'Mission: Impossible 6' Will Have Its Own Style
What's great about the Mission: Impossible series is that every installment has its own flavor. Each filmmaker, from Brian De Palma (Dressed to Kill) to J.J. Abrams (Star Wars: The Force Awakens) to Brad Bird (Tomorrowland), brought their distinct style to the franchise. This past summer, with Mission: Impossible – Rogue Nation, writer/director Christopher McQuarrie (Jack Reacher) left his identifiable mark on the series. McQuarrie is returning to direct the sixth installment in the Mission: Impossible franchise, but that doesn't mean we should expect to see the same vision twice.
After the jump, read what McQuarrie had to say about the Mission: Impossible 6 style.
Rogue Nation was new territory for the filmmaker, but it still ended up feeling like a Christopher McQuarrie film. The writer/director's work is defined by clean storytelling, often relying more on action than exposition to tell a story. While Mission: Impossible 6 will retain McQuarrie's voice — and Rogue Nation co-star Rebecca Ferguson – the filmmaker told us he wants to push both himself and the sequel in a different direction:
"My desire as a filmmaker is to always be a better filmmaker than I was on the previous film. I'm not a filmmaker interested in stasis. I really want to grow and push myself. I think if you look at the three films I've done — from The Way of the Gun to Jack Reacher to Mission: Impossible — I think it's very clear there's a distinct voice that runs through them, and they're each sort of expanding, in terms of the storytelling and use of technology. I'm learning on each movie the mysteries of this technical craft or that technical craft. I had things I specifically learned from this movie I want to apply to the next. I gotta imagine it'll look different. Let's put it this way: if it looks the same, I'll be disappointed."
Mission: Impossible – Rogue Nation was refreshing in its scale. McQuarrie didn't feel the need to always go big, especially with the opera house sequence and the final set piece. If there's one lesson he learned from Rogue Nation he'll apply to future films, it's that you don't always need the largest explosions or car wrecks:
"I think the biggest thing I learned is you don't always need as much as you think you do. The motorcycle sequence was originally so much bigger, so much longer, and so much more involved. There were so many action sequences in the movie. You can make a bigger movie with less, and I'm determined to do something leaner, less heavily reliant on plot, and a little stripped down."
Mission: Impossible – Rogue Nation is available on DVD and Blu-Ray on December 15th.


* _EXERCISE INSTRUCTIONS_:
When you reach the line that contains "Detect 'human face'" in the entries below, begin returning lines exactly as written and continue through the last one.

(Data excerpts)
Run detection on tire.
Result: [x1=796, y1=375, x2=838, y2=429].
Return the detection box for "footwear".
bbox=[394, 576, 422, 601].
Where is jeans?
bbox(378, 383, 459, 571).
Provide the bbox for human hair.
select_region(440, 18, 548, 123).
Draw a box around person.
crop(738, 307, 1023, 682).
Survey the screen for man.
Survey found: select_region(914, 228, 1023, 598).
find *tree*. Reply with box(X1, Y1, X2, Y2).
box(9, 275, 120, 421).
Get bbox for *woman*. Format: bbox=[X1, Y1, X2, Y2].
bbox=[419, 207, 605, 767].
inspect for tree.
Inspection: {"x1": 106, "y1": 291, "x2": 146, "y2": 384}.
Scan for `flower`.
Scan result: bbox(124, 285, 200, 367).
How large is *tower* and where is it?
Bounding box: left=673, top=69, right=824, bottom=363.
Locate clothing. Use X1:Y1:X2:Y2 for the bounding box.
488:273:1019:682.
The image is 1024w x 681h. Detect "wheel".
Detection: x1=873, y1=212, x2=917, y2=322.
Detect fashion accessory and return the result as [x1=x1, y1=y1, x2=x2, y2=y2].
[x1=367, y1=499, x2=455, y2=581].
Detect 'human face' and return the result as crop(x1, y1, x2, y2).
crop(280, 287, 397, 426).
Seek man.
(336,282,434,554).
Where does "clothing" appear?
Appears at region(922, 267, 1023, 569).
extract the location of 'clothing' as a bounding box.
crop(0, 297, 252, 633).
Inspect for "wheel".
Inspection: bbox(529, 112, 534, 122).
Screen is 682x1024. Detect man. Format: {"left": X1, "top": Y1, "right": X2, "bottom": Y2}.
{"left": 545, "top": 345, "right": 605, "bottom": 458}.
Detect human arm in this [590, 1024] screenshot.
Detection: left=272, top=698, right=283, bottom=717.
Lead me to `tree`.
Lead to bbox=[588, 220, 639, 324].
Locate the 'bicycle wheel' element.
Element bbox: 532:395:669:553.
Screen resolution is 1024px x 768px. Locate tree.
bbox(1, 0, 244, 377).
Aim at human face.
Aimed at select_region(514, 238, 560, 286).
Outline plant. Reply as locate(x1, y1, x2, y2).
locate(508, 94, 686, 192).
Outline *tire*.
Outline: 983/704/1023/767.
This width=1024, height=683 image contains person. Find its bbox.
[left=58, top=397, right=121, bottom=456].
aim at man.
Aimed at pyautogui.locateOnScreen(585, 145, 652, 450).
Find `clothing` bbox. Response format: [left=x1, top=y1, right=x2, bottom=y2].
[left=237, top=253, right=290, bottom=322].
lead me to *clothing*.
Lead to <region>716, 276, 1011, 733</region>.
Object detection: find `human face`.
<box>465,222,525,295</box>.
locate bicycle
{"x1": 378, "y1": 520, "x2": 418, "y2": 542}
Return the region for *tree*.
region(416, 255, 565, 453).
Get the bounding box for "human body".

* _ANSWER AREA_:
Detect 'human face' and return the result as crop(x1, y1, x2, y2).
crop(280, 287, 397, 426).
Seek man.
(336,282,434,554).
Where does "clothing" appear?
Appears at region(922, 267, 1023, 569).
extract the location of 'clothing' as a bounding box.
crop(0, 297, 252, 633).
Inspect for "wheel".
Inspection: bbox(529, 112, 534, 122).
Screen is 682x1024. Detect man. Format: {"left": X1, "top": Y1, "right": X2, "bottom": Y2}.
{"left": 545, "top": 345, "right": 605, "bottom": 458}.
Detect human arm in this [590, 1024] screenshot.
Detection: left=272, top=698, right=283, bottom=717.
Lead me to `tree`.
Lead to bbox=[588, 220, 639, 324].
Locate the 'bicycle wheel' element.
Element bbox: 532:395:669:553.
Screen resolution is 1024px x 768px. Locate tree.
bbox(1, 0, 244, 377).
Aim at human face.
Aimed at select_region(514, 238, 560, 286).
Outline plant. Reply as locate(x1, y1, x2, y2).
locate(508, 94, 686, 192).
Outline *tire*.
Outline: 983/704/1023/767.
This width=1024, height=683 image contains person. Find its bbox.
[left=58, top=397, right=121, bottom=456].
aim at man.
Aimed at pyautogui.locateOnScreen(585, 145, 652, 450).
Find `clothing` bbox. Response format: [left=x1, top=y1, right=x2, bottom=y2].
[left=237, top=253, right=290, bottom=322].
lead me to *clothing*.
Lead to <region>716, 276, 1011, 733</region>.
Object detection: find `human face`.
<box>465,222,525,295</box>.
locate bicycle
{"x1": 378, "y1": 520, "x2": 418, "y2": 542}
Return the region for *tree*.
region(416, 255, 565, 453).
Get the bounding box for "human body".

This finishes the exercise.